By bridging empirical and philosophical work on science communication, this talk compares journalistic norm conflicts that arose when reporting on COVID-19 and tobacco, among other policy-relevant scientific topics. I argue that the public’s image of scientists – as possessors of value-free knowledge, trustworthy only when in consensus – makes it particularly difficult for journalists to ethically communicate policy-relevant science rife with disagreement. In doing so, I show how journalists, like scientists, face what philosophers of science call the problem of inductive risk in such cases. To overcome this problem, I sketch a model of trust in science that is grounded in an alternative image of scientists – what I call the responsiveness model of trust in science. By highlighting the process of science over its product (value-free knowledge), the responsiveness model requires scientists to respond to new evidence and the public’s values to warrant the public’s trust. I then show why this model requires journalists to be the public’s watchdogs by verifying and communicating whether scientists are being properly responsive both epistemically and non-epistemically.

Michelle Francl, Chemistry, Bryn Mawr College

“Spilling the Tea: Putting Chemistry into Context”

German chemist and philosopher Wilhelm Ostwald entreated chemists to take care to show “the bones” of the science that supported their observations and reactions. A recently completed book on the chemistry of tea gave me the chance to consider how to reveal these hidden frameworks of chemistry for an audience of both chemists and non-chemists. Where do chemists locate their arguments? What questions are chemists asking and how do those questions change with time, place and the person asking them? How aware should chemists be of the historical tides that have shaped the questions we ask?

Richelle Tanner, Environmental Science & Policy, Chapman University

“Building trust, sense of belonging, and values-based language for diverse stakeholder collective action”

The Academy has long engaged in forms of science communication that champion few ways of knowing. We have acknowledged as a community that inclusion and diversity are key aspects of our future, but our methods of connecting with the public, our peers, and our students do not yet match our aspirational goals. My research focuses on the aspects of communication that draw together a community and further pinpoints language that improves literacy to have action-oriented conversations on common ground. In this talk, I will share three ongoing studies where my research group has approached these goals using multidisciplinary methodology across the social and natural sciences. We will first visit the California Delta, where an introduced plant’s coordinated management has been unsuccessful for decades due to distrusting landowner-manager relations.
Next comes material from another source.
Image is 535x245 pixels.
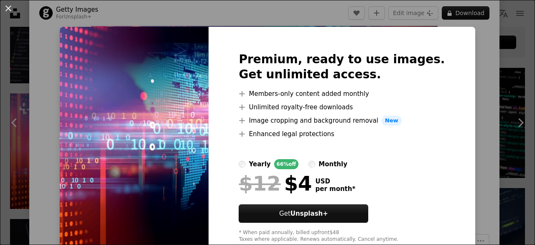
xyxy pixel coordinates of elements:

Then, we will move to Southern California, where inland, non-English speaking communities are excluded from coastal recreation zones and their climate resilience plans. Lastly, we will take a look inward at our own colleagues in Biology professional societies to understand how we may start to reform the cultural norms upheld by how we present scientific research at conferences and in journals.

Naomi Oreskes, Henry Charles Lea Professor of the History of Science, Harvard University

“How Market Fundamentalism Has Blocked Climate Action”

The world has known for decades that man-made climate change threatens our health, our wealth, and even the future on life on Earth as we know it. Yet, despite hundreds of major scientific reports, thousands of peer-reviewed articles, and a near unanimous consensus among climate scientists, political and social action has been inadequate to address the unfolding crisis. Worse, many American political leaders continue to deny that there even is a climate crisis.  In our first book, Merchants of Doubt, Erik Conway and I showed that climate change denial was rooted in market fundamentalism: the belief that government action in the marketplace threatens personal freedom and puts us on the “road to serfdom.”  In our new book, we show how market fundamentalism—linked to the rhetorical framework of the threat of “Big Government”–was cultured, advanced, and sustained by powerful American business interests, and how this political ideology continues today to be a major force blocking climate (and other important political) action today.